Alaina likes this about co-writing. “Sometimes it can be awkward. Eventually you find people you go back to and feel a hundred percent comfortable with. The three of us—we know that we love each other and we also have been writing together so long that we can finish what the other is trying to say.”
I asked the trio about their individuality and the fact that they each give something different to the song and I asked if they are conscious of those fine distinctive sounds.
“We are definitely conscious of it,” according to Alaina. “We were all doing our own solo things before we met and coming from different areas of the country. Kristen was a little more indie pop—cool people music. And I was a little bit of an outsider in Chicago because I was doing country music. But it was more folk-Americana-country. And Katy grew up coming to Nashville every year so she had a really good sense of the pop country music but had her own soulful take on it.
Kristen says she has the quieter voice “I like to sing more folk ballads. Katy is a super strong singer, and she helped me sing stronger and Alaina is different.”
Maybe April tends to use experimental beats, arounds and time signatures and creativity in the way the lyrics hit each measure.
“Sometimes this approach is inadvertent such as in “Last Time”: I was really angry when I wrote it so that’s how it came out. We all went home for thanksgiving. I was basically saying, oh crap, I gotta write a song and it just came out. Then I got the others to help me finish it. It wasn’t something we thought about.
“I think different time signatures are cool. Keith Urban wrote one in 7/8 and I remember the first odd time sig was 5/4. It becomes its own groove.
“’Loving you still’ is in 6/8 time which is an unusual time signature for soft music and country music.
I tell Maybe April that "Pieces of You" is one of the sweetest songs I had heard in while and the perfect pace and locked in pop lyrics reminded me of Everly Brothers.

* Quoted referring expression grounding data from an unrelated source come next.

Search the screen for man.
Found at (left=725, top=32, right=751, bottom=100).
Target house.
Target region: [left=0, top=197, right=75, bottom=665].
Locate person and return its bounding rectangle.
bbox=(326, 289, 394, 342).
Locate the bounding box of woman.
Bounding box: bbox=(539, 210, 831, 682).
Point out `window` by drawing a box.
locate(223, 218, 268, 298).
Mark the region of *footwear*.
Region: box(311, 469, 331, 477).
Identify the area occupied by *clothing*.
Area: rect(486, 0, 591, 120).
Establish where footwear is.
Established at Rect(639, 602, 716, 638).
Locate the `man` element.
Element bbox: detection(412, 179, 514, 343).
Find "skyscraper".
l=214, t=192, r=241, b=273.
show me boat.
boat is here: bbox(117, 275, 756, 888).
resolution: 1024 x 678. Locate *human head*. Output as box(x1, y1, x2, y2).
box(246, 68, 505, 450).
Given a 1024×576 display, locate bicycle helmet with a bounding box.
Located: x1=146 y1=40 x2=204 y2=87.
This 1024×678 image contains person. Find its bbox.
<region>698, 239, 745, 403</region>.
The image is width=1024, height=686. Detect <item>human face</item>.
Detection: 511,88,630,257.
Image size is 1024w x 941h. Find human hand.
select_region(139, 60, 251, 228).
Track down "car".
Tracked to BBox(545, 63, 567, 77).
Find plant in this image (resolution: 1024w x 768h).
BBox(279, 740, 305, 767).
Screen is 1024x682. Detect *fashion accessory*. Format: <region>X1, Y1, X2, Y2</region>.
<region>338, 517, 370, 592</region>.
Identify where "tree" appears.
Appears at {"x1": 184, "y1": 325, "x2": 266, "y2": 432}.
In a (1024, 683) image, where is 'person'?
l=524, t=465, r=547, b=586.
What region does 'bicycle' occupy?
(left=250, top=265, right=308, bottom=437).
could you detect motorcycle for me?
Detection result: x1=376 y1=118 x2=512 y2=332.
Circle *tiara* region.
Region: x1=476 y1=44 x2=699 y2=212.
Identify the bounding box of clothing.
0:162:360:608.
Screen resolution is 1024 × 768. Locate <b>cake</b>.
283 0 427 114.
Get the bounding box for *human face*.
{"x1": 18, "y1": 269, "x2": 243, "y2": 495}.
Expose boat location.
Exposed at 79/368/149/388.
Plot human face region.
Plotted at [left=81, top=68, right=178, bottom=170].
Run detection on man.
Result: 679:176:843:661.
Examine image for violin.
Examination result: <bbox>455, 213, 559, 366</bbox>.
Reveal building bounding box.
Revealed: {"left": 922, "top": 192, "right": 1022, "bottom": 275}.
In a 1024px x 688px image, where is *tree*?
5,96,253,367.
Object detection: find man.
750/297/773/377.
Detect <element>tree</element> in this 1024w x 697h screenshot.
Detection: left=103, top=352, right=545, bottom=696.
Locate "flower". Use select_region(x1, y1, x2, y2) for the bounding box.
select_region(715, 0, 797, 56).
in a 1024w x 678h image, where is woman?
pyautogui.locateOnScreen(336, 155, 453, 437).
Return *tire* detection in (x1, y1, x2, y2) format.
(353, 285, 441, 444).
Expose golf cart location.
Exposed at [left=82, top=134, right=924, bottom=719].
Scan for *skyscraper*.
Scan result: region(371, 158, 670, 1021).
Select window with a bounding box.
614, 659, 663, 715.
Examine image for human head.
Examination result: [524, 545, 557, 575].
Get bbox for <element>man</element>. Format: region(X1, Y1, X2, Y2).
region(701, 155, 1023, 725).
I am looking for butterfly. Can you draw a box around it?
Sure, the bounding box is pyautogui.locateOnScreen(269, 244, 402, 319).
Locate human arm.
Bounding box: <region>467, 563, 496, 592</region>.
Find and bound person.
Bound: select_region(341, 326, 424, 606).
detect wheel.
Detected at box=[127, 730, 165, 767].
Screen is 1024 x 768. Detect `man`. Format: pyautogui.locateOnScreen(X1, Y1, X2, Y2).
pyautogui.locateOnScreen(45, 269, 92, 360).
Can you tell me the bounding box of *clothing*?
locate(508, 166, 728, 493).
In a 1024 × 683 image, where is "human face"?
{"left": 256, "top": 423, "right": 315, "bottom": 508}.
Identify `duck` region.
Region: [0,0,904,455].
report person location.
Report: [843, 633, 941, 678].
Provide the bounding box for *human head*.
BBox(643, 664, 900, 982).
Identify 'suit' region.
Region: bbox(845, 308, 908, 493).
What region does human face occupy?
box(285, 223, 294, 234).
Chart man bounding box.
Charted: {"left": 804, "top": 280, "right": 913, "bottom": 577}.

Kristen responded with a particular influence: "I was into Ingred Michaelson and that Indy pop world and was playing on my guitar and started the beginning I think Alaina started singing and we got stuck and Katy’s a genius when it comes to lyrics. She helped us fill out. It’s kind of a bitter sweet song. We started the song and had the idea and said Katy you gotta help us out here. I think she came up with the [lyric] “Pieces of You.”
“I like that song,” says Katy. “It’s just real and the in between feelings of everything.
Alaina says, “As far as arranging it. It’s one of the songs we each sing lead on at some point.”
Some have compared Maybe April to a softer version of Dixie Chicks, or Nickel Creek. The group closely follows artist Laurie McKenna who writes songs for Tim McGraw and keeps most for herself.
“Her own music is out of this world. She is a gem in Nashville. Everyone knows her name.”
“We also got influenced by The Civil Wars. We loved them and thought they were doing something unique and different while speaking to the mainstream a little bit.”
They also listen to and find inspiration from Kacey Musgraves.
What I enjoy about them is that clearly they are not setting out to sound like anyone else. They set out to write great songs with interesting arrangements. These are gems from the heart flowing from artists they already are and aspire to be. There is innocence at the core of these songs, these three voices, that reminds me of the best I’ve heard.